Drake, N.F., 1893, Report on the Colorado coal field of Texas, IN Fourth annual report of the Geological Survey of Texas, 1892: Geological Survey of Texas Annual Report, v. 4, p. 357-444. [Available online from the University of Texas-Austin library: http://www.lib.utexas.edu/books/dumble/]


Summary:

Pg. 387, 407. Speck Mountain clay bed in Cisco division. Fossiliferous sandy clay, bluish, purplish, or slightly red, 25 feet thick, with a little sandstone and some carbonaceous shaly clay. Member of Cisco division [Cisco is 2nd from top of 5 Carboniferous divisions of Cummins, 1891]. Overlies BELLEROPHON bed and underlies Speck Mountain limestone bed.
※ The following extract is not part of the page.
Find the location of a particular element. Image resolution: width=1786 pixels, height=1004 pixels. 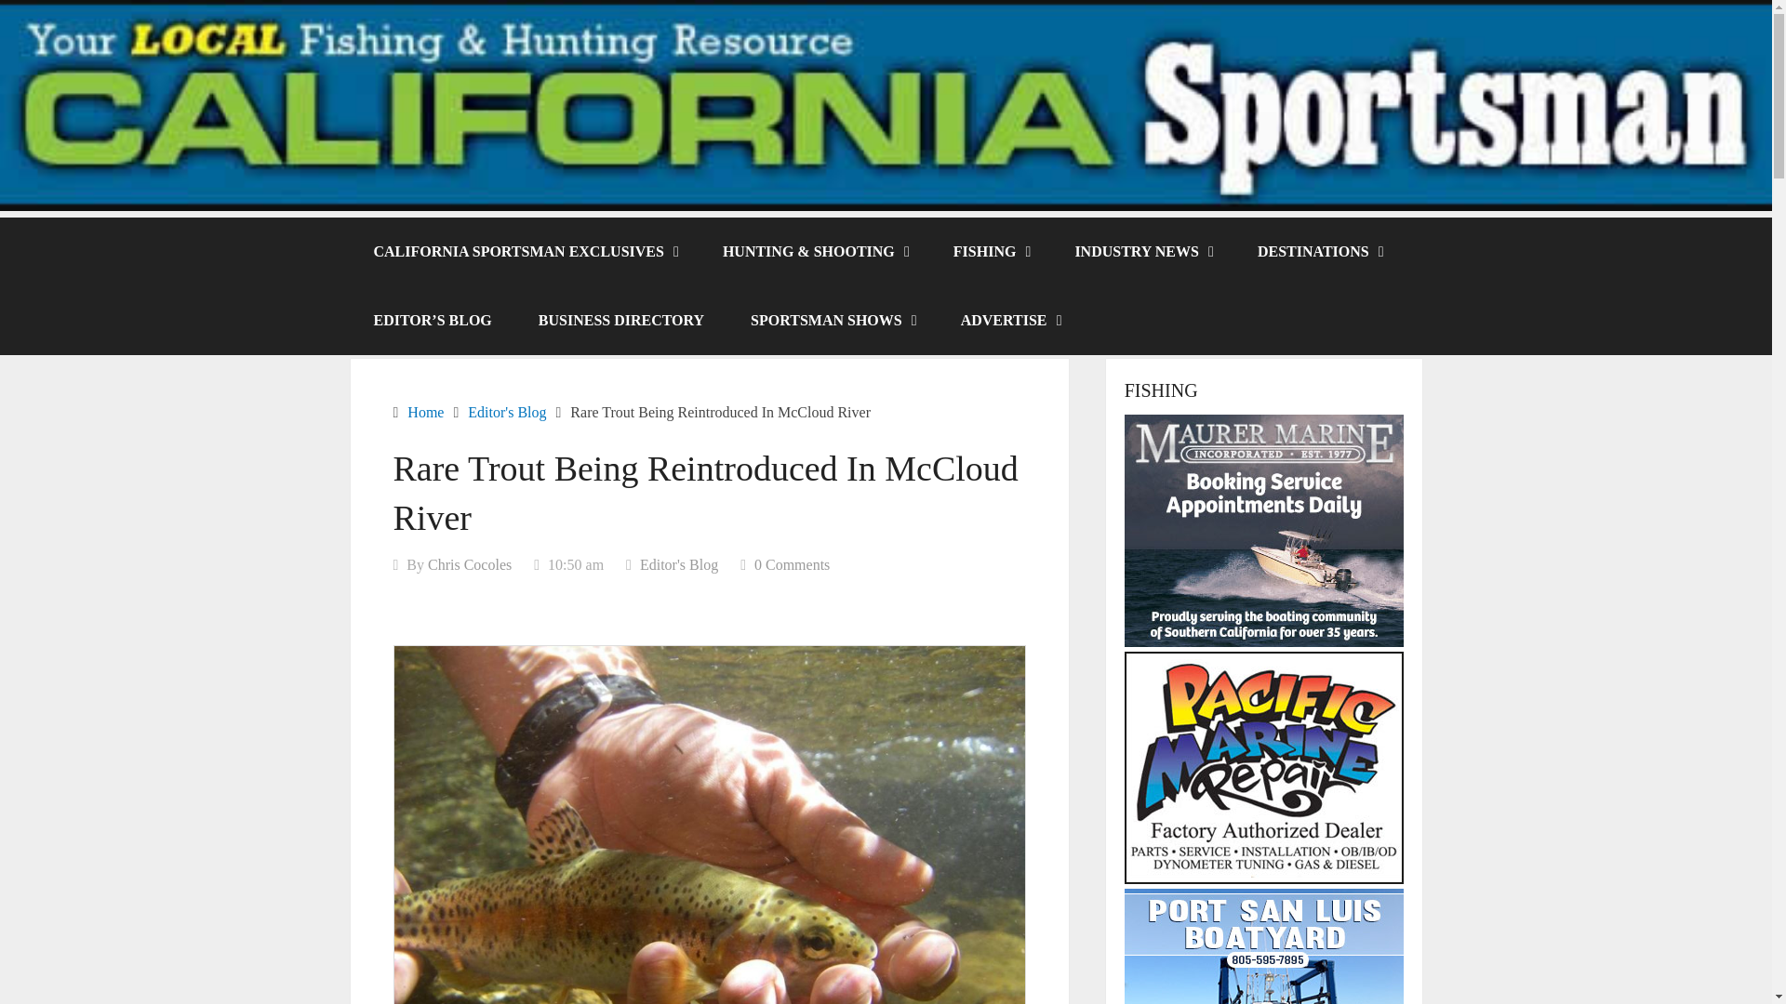

Editor's Blog is located at coordinates (507, 413).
Age is Pennsylvanian.
[Named from Speck Mountain, Coleman Co., Colorado River region, central TX.] Well exposed at base of mountain.

Source: Publication; US geologic names lexicon (USGS Bull. 896, p. 2038).


For more information, please contact Nancy Stamm, Geologic Names Committee Secretary.

Asterisk (*) indicates published by U.S. Geological Survey authors.

"No current usage" (†) implies that a name has been abandoned or has fallen into disuse. Former usage and, if known, replacement name given in parentheses ( ).

Slash (/) indicates name conflicts with nomenclatural guidelines (CSN, 1933; ACSN, 1961, 1970; NACSN, 1983, 2005, 2021). May be explained within brackets ([ ]).